Wednesday, January 15, 2014

Seeds

I found last night's new Agents of S.H.I.E.L.D. episode to be fairly satisfying. It certainly had a lot of elements in play, more than I might have thought would fit neatly into 60 minutes less commercials.

As expected, the show pivoted from the mystery of Coulson's resurrection to the emotional consequences of it. Knowing now that his memories of what had really happened were faked, he began to question what else about him might be fake as well. It was a real crisis of faith for him, and good use was made of May's character in dealing with it. May has always been portrayed as stalwart and unflappable, but she has always used those qualities for "the mission," not to provide emotional reassurance in the way she did here.

Of course, in the end, it was Skye that ultimately pulled Coulson back from the edge. Interestingly, Skye's story also really showcased how Coulson's ongoing story was mishandled. For nearly as long as we've been asking ourselves "how did Coulson survive?", the series has also been posing the question "what's the truth behind Skye's mother?" I suggested last week that in waiting too long to address the former, the writers created an ever-worsening situation where the answer would have to be more and more outrageous to be worthy of the hype. By contrast, Skye's mystery was much less hyped, and this week's revelation that she herself is an "object of unknown origin" is exactly the sort of grander-than-expected reveal that Coulson's story didn't deliver. Now we'll see if the writers have learned their lesson. The new question, "what the hell IS Skye?" ups her mystery considerably. They'd better have a great answer in store for that one, and/or not take so long in getting to it that the answer no longer seems like "enough."

Another interesting thread in the mix tonight was that, for two weeks in a row now, the series seems to be in the supervillain making business. Last week, it was the coerced Mike Peterson revealed in the episode's epilogue. This week, it was the character of Donnie Gill, who apparently gained cryokinetic powers by the end of the episode. (The Marvel fans on the web say this makes him the character of Blizzard, not that that means a thing to me.) Of course, they did imply the creation of a supervillain earlier in the season (at the end of the first episode to feature the Ian Quinn character, in fact), and that's on top of the repeated mentions of The Clairvoyant, so it might soon be time for the writers to start paying off some of these things. But there was something about Donnie Gill's "origin story" this week, if you will, that somehow felt more compelling than any of the previous tales. This is the one I hope they come back to sooner rather than later.

All that, plus some pretty good scenes for all of the regular characters. I've already mentioned Coulson, May, and Skye, but Ward, Simmons, and particularly Fitz got some decent moments too. And I have to mention Skye's great little joke about how "bad seed" isn't S.H.I.E.L.D. terminology; it's just terminology. Stuffing the episode so full of story while still finding those moments was a pretty deft bit of work.

I'd give this episode a B+, a tick up from last week.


Exercise brief – Beginning with the first line, please repeat the entries exactly and end on the line that contains "Task: Click on the span: Booking Portal".

Data records –
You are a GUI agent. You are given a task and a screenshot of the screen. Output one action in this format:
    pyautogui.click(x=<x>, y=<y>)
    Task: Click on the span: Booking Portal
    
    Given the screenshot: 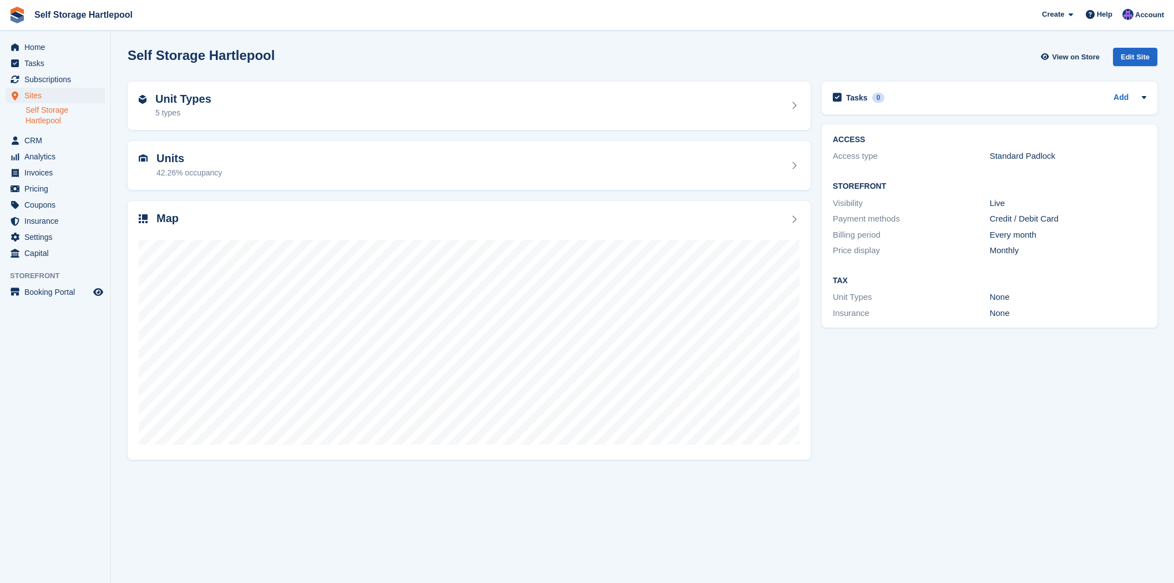 What is the action you would take?
    pyautogui.click(x=58, y=292)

Solution to the problem –
You are a GUI agent. You are given a task and a screenshot of the screen. Output one action in this format:
    pyautogui.click(x=<x>, y=<y>)
    Task: Click on the span: Booking Portal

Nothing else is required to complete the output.